Harry Thuku

Harry Thuku (* 1895, † 1970) was a Kenyan politician who actively co-determined political opposition to British colonial rule in the 1920s. After his arrest in 1922 he became a symbol and hero of the early anti-colonial resistance movements. Later, he moved away from colonial critical viewpoints, as a successful farmer, he said he was very against the Mau Mau movement.

Childhood and youth

Harry Thuku was born the son of a wealthy Kikuyu family. He was among the first students at a mission school in Kenya. He attended the mission school in Kambui and was supervised by a missionary in the hope that he would later occur even in the church service. At age 16, he left the Mission and worked in Nairobi for the Standard Bank of South Africa. In the same year he was convicted of embezzlement and imprisoned for two years.

After his release Thuku was started in 1914 in the newspaper, The Leader of British East Africa to work. This activity not only broadened his political horizons considerably, but he also improved his English skills greatly.

First political activities

1918 Thuku began working as a telephone operator in financial management. During this time he met a number of Indian politicians who fought during this time for the rights of Indians in the Protectorate. He also learned in Nairobi a number of educated Africans know who shared his concerns about the exclusion of Africans from colonial society. Together with them founded Thuku 1921, the Young Kikuyu Association, which was shortly afterwards renamed East African Association.

The organization turned against the high taxation of Africans and entered against the Kipande system. 1921 Thuku sent over the phone at his workplace a complaint about the treatment of Africans in the colony to the British Prime Minister. In March 1922 Thuku was arrested and sentenced to exile.

Thuku as a figurehead of the anti-colonial movement

During the period of his exile, which he spent in northern Kenya, Thuku became a hero to the following founding political organizations. The Kikuyu Central Association, which pursued similar goals as Thuku in the East African Association, stylized Thuku a martyr figure, in whose name the struggle for a decent life of Africans in the colony was continued. A kikuyusprachige magazine recalled in each issue of the fight, their tradition must be continued.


Using the data below, copy every line that contains the word "horizontal".
-=-=-
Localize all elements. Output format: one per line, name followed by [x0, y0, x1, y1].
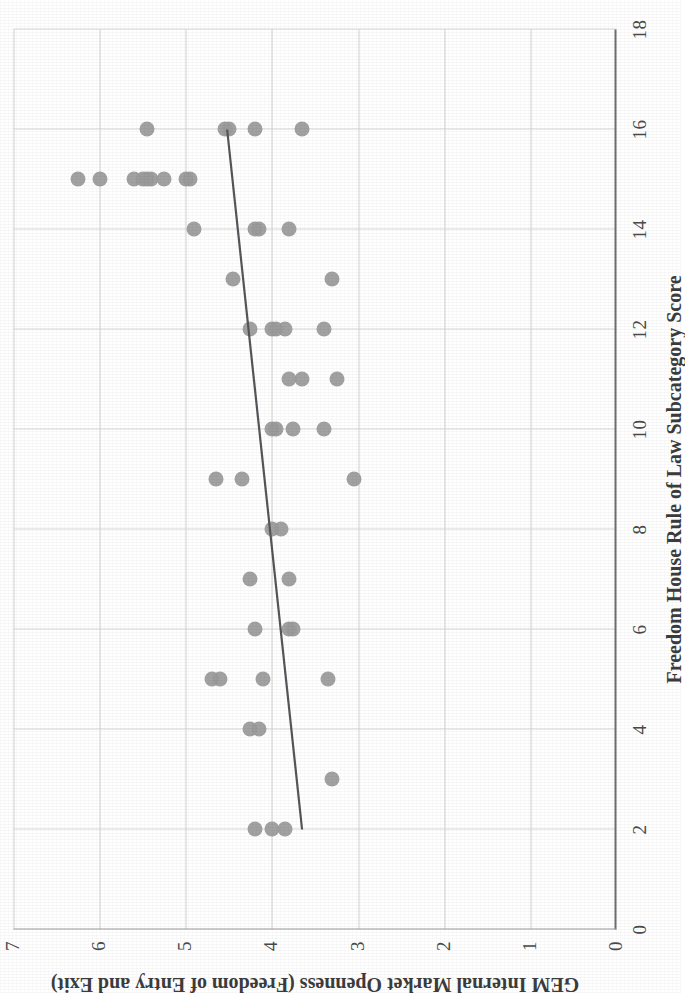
data-point: [186, 222, 201, 237]
y-tick-label: 5: [173, 941, 195, 975]
data-point: [346, 472, 361, 487]
data-point: [277, 322, 292, 337]
data-point: [221, 122, 236, 137]
data-point: [268, 422, 283, 437]
data-point: [212, 672, 227, 687]
gridline-vertical: [13, 28, 616, 29]
x-tick-label: 0: [628, 909, 650, 949]
y-tick-label: 7: [1, 941, 23, 975]
y-tick-label: 1: [518, 941, 540, 975]
gridline-horizontal: [185, 29, 186, 929]
data-point: [156, 172, 171, 187]
data-point: [247, 822, 262, 837]
gridline-vertical: [13, 428, 616, 429]
data-point: [70, 172, 85, 187]
data-point: [294, 372, 309, 387]
gridline-vertical: [13, 228, 616, 229]
data-point: [234, 472, 249, 487]
data-point: [242, 322, 257, 337]
data-point: [324, 772, 339, 787]
gridline-horizontal: [99, 29, 100, 929]
data-point: [294, 122, 309, 137]
y-axis-title: GEM Internal Market Openness (Freedom of…: [13, 972, 616, 993]
data-point: [92, 172, 107, 187]
gridline-vertical: [13, 328, 616, 329]
gridline-horizontal: [444, 29, 445, 929]
x-axis-line: [614, 29, 616, 929]
data-point: [285, 622, 300, 637]
trendline: [13, 29, 616, 929]
data-point: [247, 122, 262, 137]
x-tick-label: 10: [628, 409, 650, 449]
data-point: [285, 422, 300, 437]
data-point: [316, 422, 331, 437]
gridline-horizontal: [530, 29, 531, 929]
data-point: [329, 372, 344, 387]
data-point: [139, 122, 154, 137]
x-tick-label: 16: [628, 109, 650, 149]
gridline-horizontal: [13, 29, 14, 929]
gridline-vertical: [13, 728, 616, 729]
data-point: [320, 672, 335, 687]
data-point: [208, 472, 223, 487]
y-tick-label: 3: [346, 941, 368, 975]
gridline-horizontal: [271, 29, 272, 929]
data-point: [251, 222, 266, 237]
data-point: [225, 272, 240, 287]
y-tick-label: 0: [604, 941, 626, 975]
data-point: [277, 822, 292, 837]
data-point: [281, 222, 296, 237]
data-point: [247, 622, 262, 637]
data-point: [316, 322, 331, 337]
data-point: [281, 572, 296, 587]
data-point: [255, 672, 270, 687]
data-point: [251, 722, 266, 737]
y-tick-label: 6: [87, 941, 109, 975]
y-tick-label: 4: [259, 941, 281, 975]
x-tick-label: 18: [628, 9, 650, 49]
data-point: [242, 572, 257, 587]
gridline-vertical: [13, 828, 616, 829]
x-tick-label: 2: [628, 809, 650, 849]
data-point: [273, 522, 288, 537]
gridline-vertical: [13, 528, 616, 529]
x-tick-label: 12: [628, 309, 650, 349]
data-point: [324, 272, 339, 287]
y-axis-line: [13, 928, 616, 929]
data-point: [182, 172, 197, 187]
x-tick-label: 6: [628, 609, 650, 649]
x-axis-title: Freedom House Rule of Law Subcategory Sc…: [662, 29, 685, 929]
x-tick-label: 14: [628, 209, 650, 249]
x-tick-label: 8: [628, 509, 650, 549]
gridline-vertical: [13, 128, 616, 129]
gridline-vertical: [13, 628, 616, 629]
plot-area: 024681012141618 01234567: [13, 29, 616, 929]
x-tick-label: 4: [628, 709, 650, 749]
y-tick-label: 2: [432, 941, 454, 975]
-=-=-
#### Solution for this task:
gridline-horizontal: [185, 29, 186, 929]
gridline-horizontal: [99, 29, 100, 929]
gridline-horizontal: [444, 29, 445, 929]
gridline-horizontal: [530, 29, 531, 929]
gridline-horizontal: [13, 29, 14, 929]
gridline-horizontal: [271, 29, 272, 929]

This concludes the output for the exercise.